In VC ‘Hat Trick’ for San Diego’s Avalon, RQx Inks Genentech Deal

Arylomycin molecule nestled in Signal Peptidase binding site

three other deals—Otonomy, Carolus Therapeutics, and Avelas Biosciences—and Lichter said he still sees a “big win potential with all three.”

Avalon’s investment in RQx followed a chance encounter in 2010 between Turner and Floyd Romesberg, an associate professor specializing in biological and biophysical chemistry at The Scripps Research Institute. Romesberg’s lab had showed how a mutation in the binding site of an essential enzyme (signal peptidase) provided both Gram-positive and Gram-negative bacteria a defense against arylomycin, a small-molecule antibiotic known for decades.

If only arylomycin could be optimized to bind tightly with signal peptidase, Romesberg said it would be a potent, broad-spectrum antibiotic—effective against even multidrug-resistant pathogens like methicillin-resistant Staphylococcus aureus (MRSA).

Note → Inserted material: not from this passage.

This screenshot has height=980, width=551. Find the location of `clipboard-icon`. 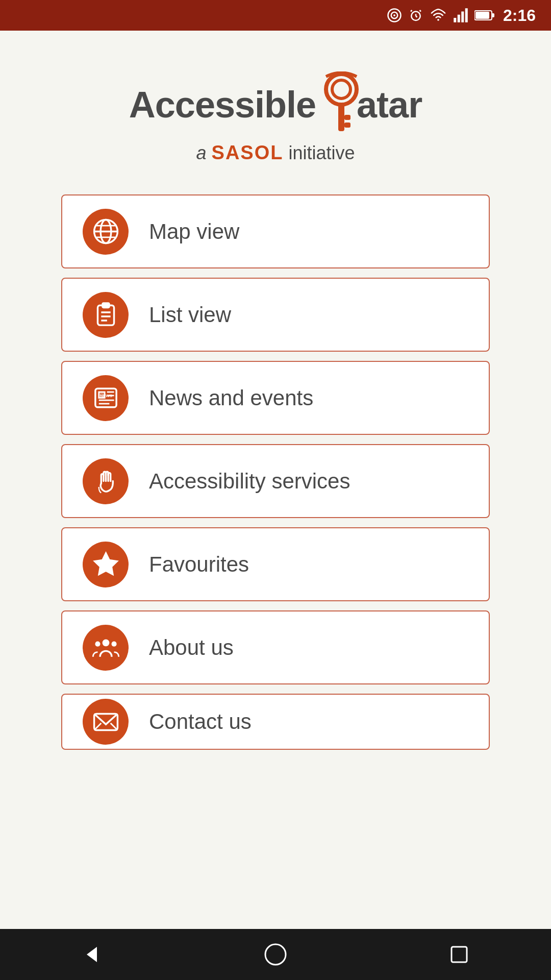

When I talked to Turner in November, he said, the RQx scientific team had shown that the binding site was a valid target, and they had added hundreds of arylomycin analogs to the RQx library. Since then, he said RQx “has generated some very promising in vivo data” in studies using mice.

One aspect about the initial investment in 2010 that Turner said he liked was that the two graduate students who had worked on arylomycin in Romesberg’s lab would join the startup. “This is all they did for the previous six years while they were working on their Ph.D.s,” Turner told me.

In today’s statement, RQx says the goal of its partnership with Genentech is “the discovery and development of novel drug compounds for an undisclosed target.” When I asked if the startup has any compounds under development besides arylomycin, Turner said, “RQx has developed multiple series of compounds that will be further interrogated as a result of the deal with Genentech.”

Author: Bruce V. Bigelow

In Memoriam: Our dear friend Bruce V. Bigelow passed away on June 29, 2018. He was the editor of Xconomy San Diego from 2008 to 2018. Read more about his life and work here. Bruce Bigelow joined Xconomy from the business desk of the San Diego Union-Tribune. He was a member of the team of reporters who were awarded the 2006 Pulitzer Prize in National Reporting for uncovering bribes paid to San Diego Republican Rep. Randy “Duke” Cunningham in exchange for special legislation earmarks. He also shared a 2006 award for enterprise reporting from the Society of Business Editors and Writers for “In Harm’s Way,” an article about the extraordinary casualty rate among employees working in Iraq for San Diego’s Titan Corp. He has written extensively about the 2002 corporate accounting scandal at software goliath Peregrine Systems. He also was a Gerald Loeb Award finalist and National Headline Award winner for “The Toymaker,” a 14-part chronicle of a San Diego start-up company. He takes special satisfaction, though, that the series was included in the library for nonfiction narrative journalism at the Nieman Foundation for Journalism at Harvard University. Bigelow graduated from U.C. Berkeley in 1977 with a degree in English Literature and from the Columbia University Graduate School of Journalism in 1979. Before joining the Union-Tribune in 1990, he worked for the Associated Press in Los Angeles and The Kansas City Times.